ICG boasts an impressive list of community partners, including the Black Political Empowerment Project, a local nonpartisan organization dedicated to enfranchising Black voters founded by Pitt alumnus Tim Stevens (A&S ’67, GSPIA ’74) and Dragon’s Den, a learning environment with a state-of-the-art therapeutic and educational challenge course, including a 160-foot zipline and 20-foot climbing wall in Homestead.

The group has also worked with Sisters PGH, a center and advocacy group for people of color, trans and nonbinary people in Southwestern Pennsylvania; Food21, an organization committed to building a sustainable food economy in the region; and the Accessible Prosthetics Initiative, which aims to increase access to prosthetic technologies and care.

On average, ICG provides more than 4,000 hours of service each semester to partner organizations; six teams helped local clients in fall 2022.

Executive board member Sohum Goyal said the time is just as beneficial to students as it is to clients.

It’s professional development meets community and investment.

Michelle Furmansky

“Students receive real-life consulting experience on multiple projects, which translates well when it comes to applying to internships,” said Goyal, a senior economics major minoring in statistics in the Kenneth P. Dietrich School of Arts and Sciences. The Dallas native joined ICG during his sophomore year and said the group’s vast network and mentorship opportunities are major perks.

“Many of our alumni have gone on to work in consulting firms or started their own companies,” he said. “They love working with our current student population because they know what we're capable of. We’re setting students up with experience now — post-grad connections, real opportunities, real careers.”

Notable ICG alums run the gamut, with some who have landed at Deloitte, Target and The Hackett Group. Others have gone on to medical school, become entrepreneurs and UX designers or are conducting environmental policy research.

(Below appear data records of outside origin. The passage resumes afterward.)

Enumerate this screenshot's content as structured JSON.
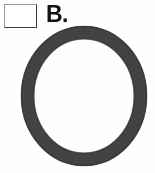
{
  "figure": {
    "background_color": "#fefefe",
    "checkbox": {
      "name": "answer-checkbox",
      "checked": false,
      "fill_color": "#ffffff",
      "border_light_color": "#9a9a9a",
      "border_dark_color": "#3f3f3f"
    },
    "label": {
      "text": "B.",
      "color": "#111111"
    },
    "shape": {
      "name": "circle-outline",
      "type": "annulus",
      "description": "thick dark gray ring",
      "stroke_color": "#5a5a5a",
      "stroke_edge_color": "#4a4a4a",
      "interior_color": "#ffffff",
      "outer_width": 128,
      "outer_height": 142,
      "stroke_width": 13,
      "texture": "mottled halftone"
    }
  }
}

“You have alumni in different fields, but also corporate sponsorships,” said Furmansky, naming ICG’s main sponsor, Connors Group, an industrial engineering management consultancy. “That presents many unique recruitment opportunities to our members as well.”

Recruiting now

ICG promotes skill development that benefits all students regardless of interests or academic pursuits, according to one of its executive board members.

“A large part of our recruitment process is looking for people with different backgrounds, [which] is a major benefit when tackling a problem,” said Brendan White, who is also ICG’s vice president of recruitment. The senior environmental studies major from Squirrel Hill joined ICG because it presented opportunities beyond the “artificial classroom environment” with real clients, people and deadlines.

He, Goyal and Furmansky all said this approach means ICG members walk away with transferable skills like project management and goal setting, an enhanced understanding of organizational needs and a deeper appreciation for diverse perspectives.

“What makes us unique and innovative as an organization is that we aren’t so focused on a certain path or a certain type of person,” said Furmansky. “We work better as a team, more creatively and bring more tailored and unique solutions to these nonprofits because of the diverse backgrounds of the people on these teams.”

“People get to see the outcome of their work years down the line,” Furmansky added. “ICG has given me something to talk about in interviews, professional experience that got me internships, made me a better student, and frankly, a better thinker and person.”

 

— Kara Henderson, photography by Tom Altany

Join ICG’s ranks

The online application closes 11:59 p.m March 13. Inquiries can be sent to icg.vprecruitment [at] gmail.com.